NETWORK SECURITY

3 Criteria For Evaluating Network Detection And Response (Ndr) Vendors

While the majority of cybersecurity efforts seem focused on the endpoint and the user these days (and deservedly so), the network is an invaluable place to gain critical insight and context that can help decipher alerts or launch investigations. As threats get sneakier and noise from security tools increases, analysts require data they can see, trust, and use to their advantage.

Not all Network Detection and Response (NDR) vendors provide that level of insight or autonomy. When done right, NDR offers an amazing amount of utility. However, it is important to know what you’re getting as not all NDR vendors are created equal; not all will allow you to visualize fully, customize creatively, or learn from past mistakes.

Here are three necessary criteria for a truly effective NDR solution.

#1: The Perspective of Network Detection and Response

First, NDR providers need to provide you with the right information.

Good Endpoint Detection and Response (EDR) tools can give you a comprehensive view of what’s happening on an endpoint. SIEMs rely on device logs, and can infer behavior based on a collection of system information. While both are useful, they are incomplete.

EDR can’t be installed on every device (Think IoT, or old, fragile operating systems), and both EDR and SIEM log collection don’t tell the story of what’s actually happening on the network. As today’s attackers evade endpoint defenses, use clever social engineering techniques, and lean on sophisticated malware, they often infiltrate unseen. The only way to track them down is by gaining full visibility of the network – and knowing what it is you’re seeing.

Every NDR solution comes with the ability to detect anomalous behavior, going far beyond known threats and instead catching exploits in the act based on deviations from normal network activity. As our CTO, Chris, likes to say, “Packets don’t lie.” The ability to see what’s happening in the traffic between your devices is the unique hallmark of Network Detection and Response and is a critical, frankly definable capability of an NDR provider.

#2: Looking Back In Time

Typical NDR solutions provide anomaly detection, signature-based detection, and response capabilities. That’s inherent in the name and expected in the outcomes. You could stop there, but that would be an incomplete realization of what NDR can do. Look for an NDR provider that uses its unique visibility into your network to scrupulously collect data, save it for a rainy day, and bring it out when you need to investigate something, create context, or answer questions. This kind of data is priceless, and its data you could miss if you don’t vet your providers properly.

We all remember the Solar Winds software supply chain attack; it was literally months before the tainted code was discovered. Once Indicators of Compromise (IOCs) came out, affected organizations scrambled to see if there Solar Winds instance had communicated with a handful of specific malicious IP addresses. Most of them simply didn’t have an easy way to answer the question, “Have we ever talked to those IPs?” because any firewall logs or SIEM data was either difficult to access or didn’t exist anymore.
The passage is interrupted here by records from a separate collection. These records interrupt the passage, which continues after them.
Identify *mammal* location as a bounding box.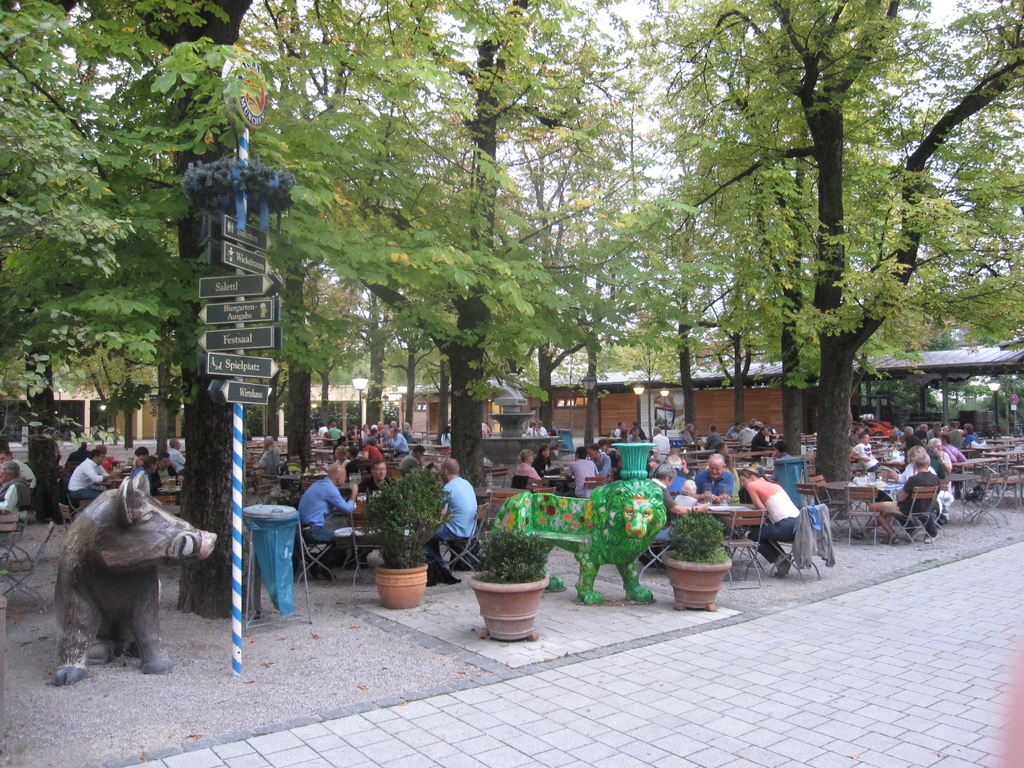
select_region(523, 420, 537, 435).
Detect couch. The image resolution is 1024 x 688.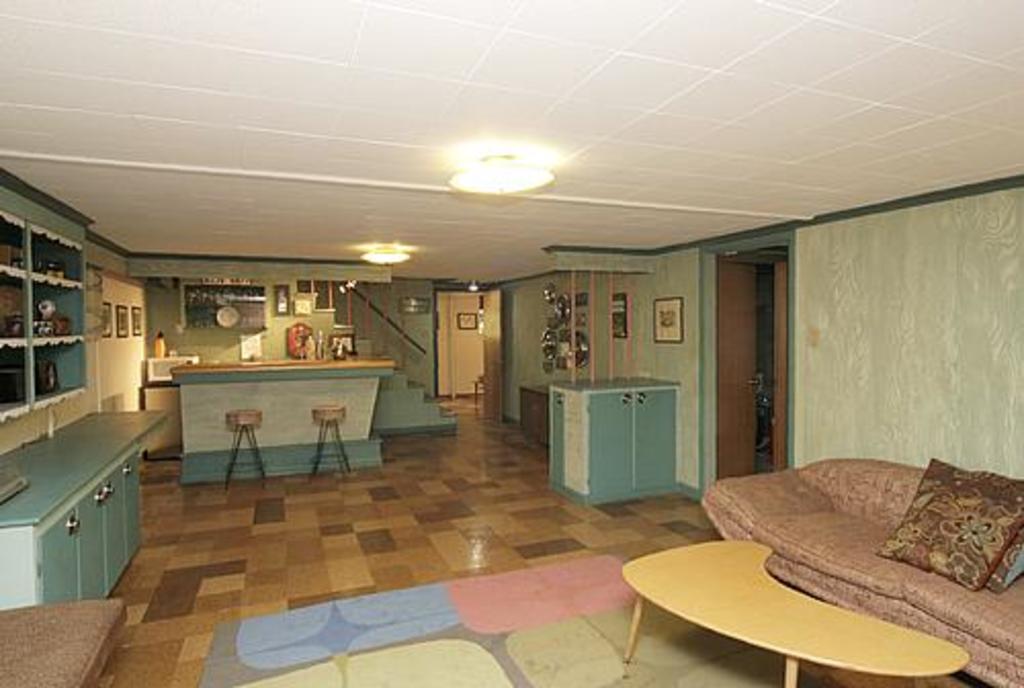
(left=662, top=432, right=1023, bottom=659).
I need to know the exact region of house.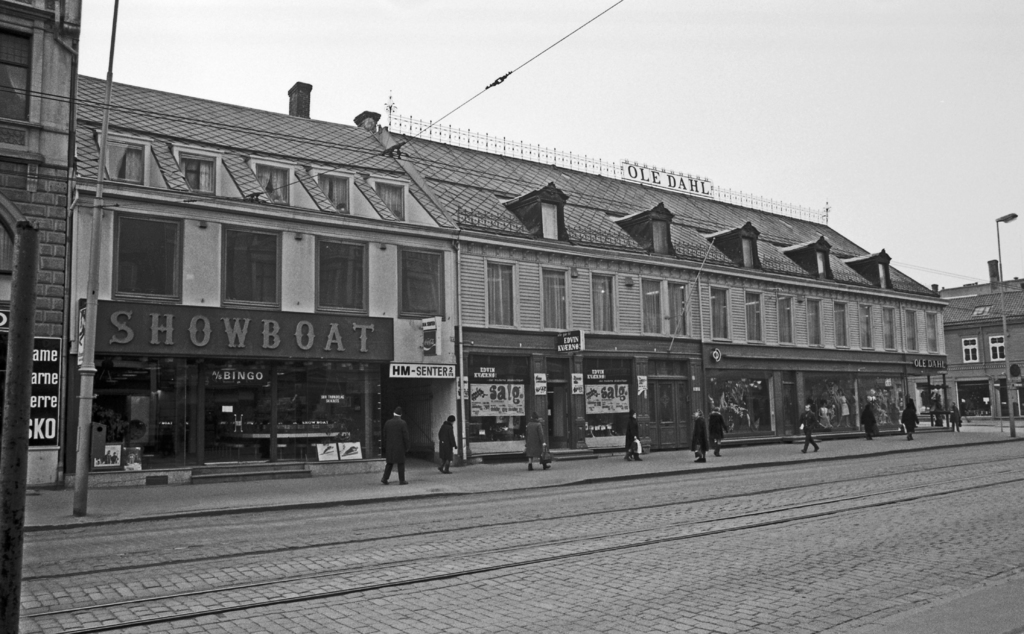
Region: left=944, top=257, right=1023, bottom=428.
An NDR solution that saves these flow logs and makes it easy to answer these questions could have saved the day.

Another common example would be a policy decision to block a certain country. Geo-blocking is very common but can lead to unexpected headaches. I’m sure some of you have tried to block everything but US-based traffic on your firewall, only to learn quickly that Microsoft hosts critical services in Ireland and the Netherlands. The ability to interrogate these flow logs before making a decision like this can help avoid inevitable business interruptions.
The takeaway? NDR, without the ability to “look back” is only giving you half its value. Find an NDR provider that saves your network’s metadata and makes it available for you to look back upon and analyze for threat diagnostics, analysis, and incident response.

#3: Customizations specific to your network

As I stated above, anomaly detection and alerts are table stakes for NDR offerings. But what if there is something specific on your network that you want to zero in on?

If you simply wanted to get alerted when a specific network flow pattern occurs, a typical NDR tool might struggle. They lean on ML-based anomaly detection or signature-based rules, and while that catches a lot, there’s a lot it can miss. Simple customizations may not be so simple.

Nomic’s Insight NDR allows you to create a custom signal for specific network traffic, so you can be alerted and take action on unique situations that might only apply to your network. Forget about sophisticated ML/AI detections: What if you just want to know, unequivocally, if a specific secure subnet on your network ever talks outbound to a foreign IP address?

Nomic HQ lets you pivot off Insight’s enriched Network Flows, and create signals based on metrics that go way above and beyond the basic “five-tuple”, including geolocation, flow size, application protocol, Autonomous System Number (ASN), and more.

Don’t Leave Basic NDR Capabilities on the Table

Investing in the right network detection and response provider takes time and intentionality. Make sure you get the most NDR has to offer by choosing an NDR vendor that, at the very least, doesn’t leave any basic benefits on the table:

  • Full network visibility and anomaly detection capability
  • Access to previous threat events and network flows for analysis, investigation, and context.
  • Customizable network-specific searches and signals that fit your organization’s strategy, not just general NDR specs.